Beijing This Month | Business Beijing | Beijing Official Guide | Map of Beijing | Beijing - The Magnificent City | Beijing Investment Guide | Beijing Fact File
Article featured in Business Beijing, September 2008
Publication sponsored by Information Office of the Beijing Municipal Government,  Beijing Municipal Bureau of Commerce,  Development & Reform Commission of Beijing Municipality,  China Council for the Promotion of International Trade (Beijing Sub-Council)

Beijing 2008 Olympics

Arts & Culture
Beijing Basics
Business
Dining
Editorial
Health & Wellness
Love & Life
Nightlife
Shopping
Sport
Classifieds
Get by in Beijing
English 1000, Chinese 1000

Paralympics Raise Consciousness

2008/09/15 13:00:00 US/Central
text by Charles J. Dukes

It could have been a scene from Los Angeles, Dallas or New York, but I had not seen anything quite like it in Beijing before September 7.

As I got out of my taxi on Xingfu Dajie to begin walking to work, a smartly dressed woman zipped by me on a battery-powered wheelchair with her dog in tow. I was not the only one who noticed.

Ten years ago, if the woman had been on the street at all, she would likely have been travelling on a chair powered by her own hand cranking. Since the other hand would have been steering the wheeled chair, she likely would not have been accompanied by a well-groomed dog. You still see some of these devices on the streets today.

But the smile on the woman’s face says it all: things are better for everyone in today’s Beijing, including people with a disability. And it appears one of the government’s goals in hosting the Paralympics, to raise public consciousness about this issue, has been achieved as with so many other of its Olympic goals.

Yet, it must also be said that there’s a long way to go before the improvements made in public spaces to aid the disabled, especially in relation to the Olympic and Paralympic Games of 2008, are extended to the municipality and country as a whole.

The day before this writing, I observed a group of tourists at a KFC restaurant across Tiantan Dongjie from the Temple of Heaven. Those using wheelchairs had to be carried down about ten steps to enter the below-ground entrance to the restaurant, carried either on someone else’s back or in their wheelchairs. As a group, it was very hard for the 10-15 people in the group to sit together, despite ten minutes of rearranging chairs and tables in the restaurant to accommodate the diners in wheelchairs. Still, one young man had to sit away from the others in a place with more space.

After his companion purchased his meal, the young man wheeled over to the counter and began trying to buy his own lunch. But he could hardly reach the counter because people, acting perfectly normally, did not think to clear his way. At an oblique distance, the clerk could not understand what he wanted. Eventually, his companion had to go and assist with making the order, as had other companions for other diners.

As an expatriate laotou (old man), I often feel that despite its aging population, Beijing is basically designed for teenagers and mountain goats. For the rest of us, it’s not so easy, especially if we twist an ankle hiking or break a leg. Sometimes you depend on an escalator to exit a subway station, but when you get there, it’s not working. Except for the most modern areas, if you have to use crutches to get about, it’s a terror, because sidewalks are so uneven and highly trafficked. I was once stranded in a room on the second floor of a dormitory in northern Beijing, my leg in a cast. The phone in the room stopped working (I had no cell phone then.) and my friends who were wondering about what had happened to me couldn’t enter the university’s grounds to find why I was absent.

Disabled people, even temporarily disabled people, realize soon enough that they’re on their own in this town: creativity rules.

This is part of the reason why the Paralympic Games were so vital to Beijing; a new consciousness and the new street-level curbs at corners, elevators in shopping malls and newer apartment buildings, transportation for the disabled (including training of taxi drivers, who are usually very helpful), ramps for wheelchairs and the long-standing specially paved sidewalks for the blind are all big additions to the Beijing scene, yet they are just a beginning.

Consciousness about the needs and concerns of the disabled will have to be nurtured and grow. But, as with the woman on Xingfu Dajie, what’s been done is quite liberating, and the seeds of care and concern have been planted in the glow of the Olympic and Paralympic flames.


▶ _What needs to be done_
Word for word, write the lines below out again, with no pictures.

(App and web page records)
• • • •
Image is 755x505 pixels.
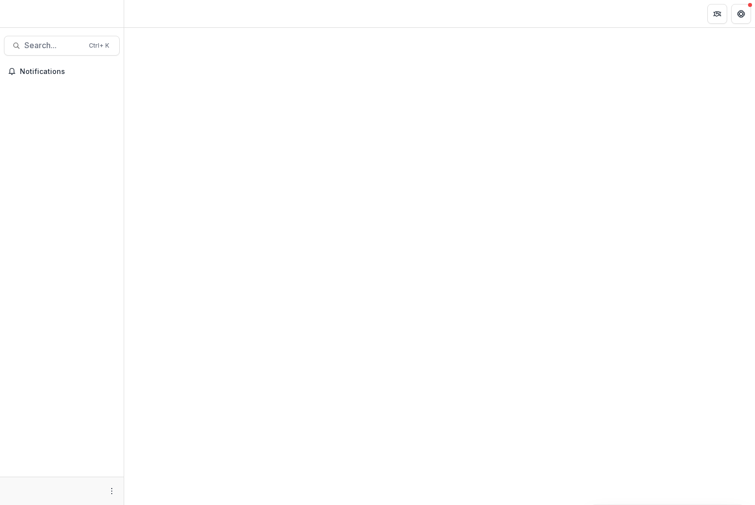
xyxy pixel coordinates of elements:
nav: breadcrumb [128,6,170,21]
button: Get Help [731,4,751,24]
button: Search... [4,36,120,56]
span: Search... [24,41,83,50]
button: Partners [707,4,727,24]
button: More [106,485,118,497]
button: Notifications [4,64,120,79]
span: Notifications [20,68,116,76]
div: Ctrl + K [87,40,111,51]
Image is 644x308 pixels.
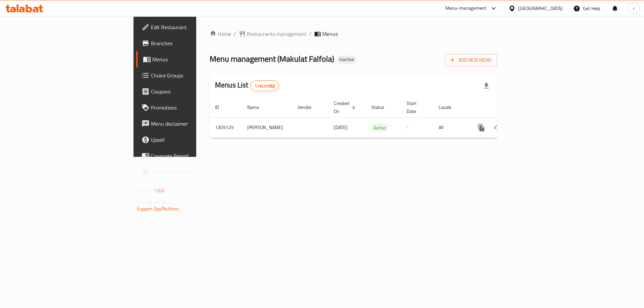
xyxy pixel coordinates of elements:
• • • •
▶ _Task output_
Image is 755x505 pixels.
xyxy pixel coordinates of elements:
nav: breadcrumb [128,6,170,21]
button: Get Help [731,4,751,24]
button: Search... [4,36,120,56]
span: Search... [24,41,83,50]
button: Partners [707,4,727,24]
button: More [106,485,118,497]
button: Notifications [4,64,120,79]
span: Notifications [20,68,116,76]
div: Ctrl + K [87,40,111,51]
Image is 644x308 pixels.
xyxy pixel coordinates of elements:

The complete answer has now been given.